Spacemance romance glossary · by Sera Voss, author of The Starfall Accord
Content Warnings in Romance: What They Are and How to Use Them
Last Updated: June 19, 2026
Content warnings are notes that tell readers what potentially sensitive content a book contains before they read it.
The information that lets you choose a book on purpose, instead of being ambushed by it.
In romance, content warnings commonly flag violence, grief, difficult themes, and how explicit the intimacy gets. They exist so you can make an informed choice rather than discovering halfway through that a book is not what you needed today.
Honest disclosure is a sign of an author who respects the reader. The Starfall Accord by Sera Voss publishes its full content notes in the open, and lets you read the first three chapters before you decide, with no email required.
Read three chapters freeContent Warning vs Trigger Warning
The two terms overlap and are often used interchangeably, but there is a slight difference.
A trigger warning specifically flags content that may provoke a trauma response.
A content warning is broader. It covers anything a reader might want to know in advance, including spice level, themes, and tone, not only potential triggers.
In practice, most romance authors use content warnings as the wider, more useful category. The goal is the same either way, which is informed consent before page one.
What Content Warnings Usually Cover in Romance
Content notes in romance tend to flag a few recurring categories.
| Category | What it tells you |
|---|---|
| Intimacy level | Whether the book is closed door or open door, and how explicit it gets |
| Violence | Combat, peril, injury, or other on page violence |
| Difficult themes | Grief, loss, trauma, war, and similar heavy subject matter |
| Character safety | Whether sympathetic characters die on the page |
| Tone | Dark, angsty, or lighter overall register |
The spice level is part of this picture. A clear heat rating is itself a content warning, telling you how much of the intimacy is shown on the page.
How to Use Them Well
Content warnings work best when you treat them as a filter, not a verdict.
Decide which categories matter to you. Maybe you are fine with combat violence but need to know about grief.
Maybe you want closed door and nothing more explicit. Maybe you simply want to confirm no sympathetic character dies on the page.
Then check the notes against your own list before you buy. A good content warning informs without spoiling the major plot turns, flagging categories rather than narrating events.

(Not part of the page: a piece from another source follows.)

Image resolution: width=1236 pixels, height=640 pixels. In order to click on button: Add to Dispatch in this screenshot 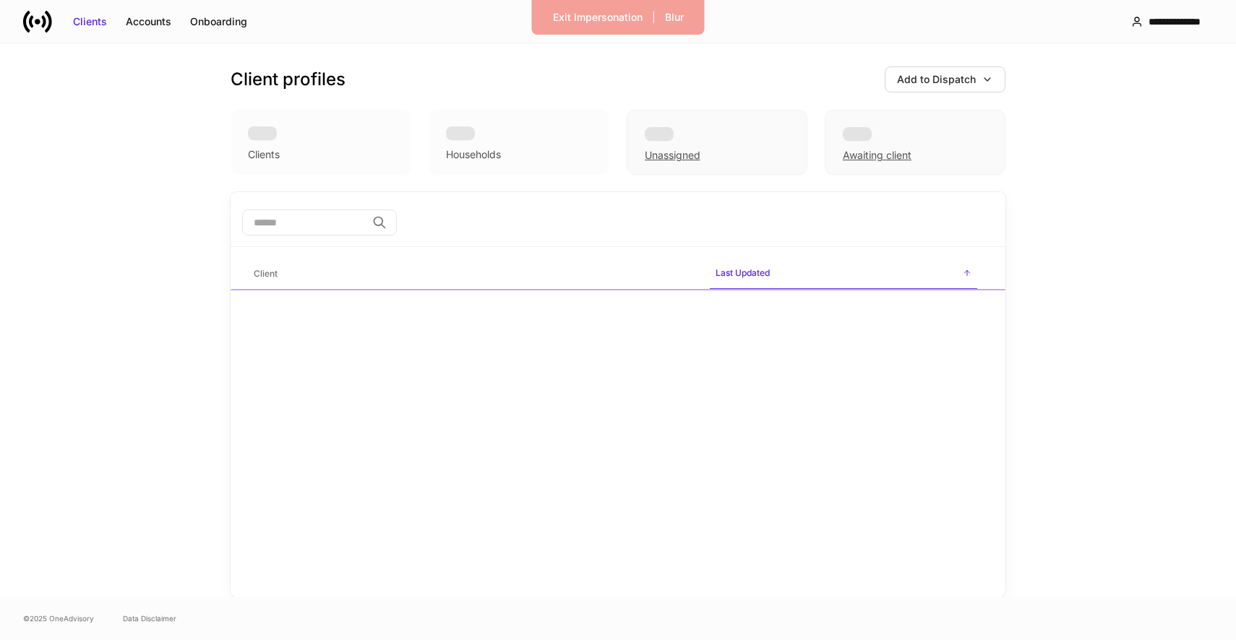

The best source is an author who publishes their own notes directly, since they know the book better than any reviewer.
Honest Disclosure Done Right: The Starfall Accord
The Starfall Accord by Sera Voss publishes a full, plainly worded content safety profile rather than leaving readers to guess.
The book is closed door, with moderate intimacy kept off the page and no explicit content. It includes combat violence and action, and it deals with themes of war, loss, and survivor's guilt, alongside grief and mourning.
It does not put the death of named sympathetic characters on the page.
You do not have to take a summary on faith. The full notes, plus a free tool that builds a personalized content safety report from the tropes and triggers you care about, live on the content warnings page with no email required.
Why open disclosure matters:
- You choose the book on purpose, with the heavy and the safe both named
- The closed door intimacy level is stated plainly, not implied
- The free safety tool lets you check your own specific triggers
- A complete standalone HEA means the emotional payoff is guaranteed
An author who tells you what is inside before you buy is an author worth trusting.
Check the Content WarningsThe right book is the one you walked into with your eyes open. Content warnings are how you do that.
The Starfall Accord by Sera Voss is a closed door, human only dual POV enemies to lovers slow burn space opera with no aliens and full, honest content notes.
See the Book · $4.99Frequently asked questions
What are content warnings in romance books?
Content warnings, sometimes shortened to CW, are notes that tell readers what potentially sensitive content a book contains before they read it. In romance they commonly flag things like violence, grief, on page intimacy levels, and difficult themes, so readers can make an informed choice about whether a book suits them.
What is the difference between a content warning and a trigger warning?
The terms overlap and are often used interchangeably. A trigger warning specifically flags content that may provoke a trauma response. A content warning is broader, covering anything a reader might want to know in advance, including spice level, themes, and tone, not only potential triggers.
Are content warnings standard in romance?
They are increasingly common, especially among indie authors who provide them directly. There is no universal requirement, so coverage varies by author and publisher. Many readers now look for content notes before buying, and authors who disclose openly build trust with their audience.
Do content warnings spoil the book?
Good content warnings are written to inform without spoiling major plot turns. They flag categories of content rather than narrating events. Some readers prefer detailed notes and accept minor spoilers in exchange for safety, while others prefer high level flags only.
Where do I find content warnings for a book?
Check the author's website, the book's listing, and reader reviews on Goodreads or StoryGraph, where readers often tag content. The most reliable source is an author who publishes their own content notes directly, since they know the book best.
Ready to Fall Into the Stars?
Enemies. Allies. Something more. The Starfall Accord begins with a single, impossible truce.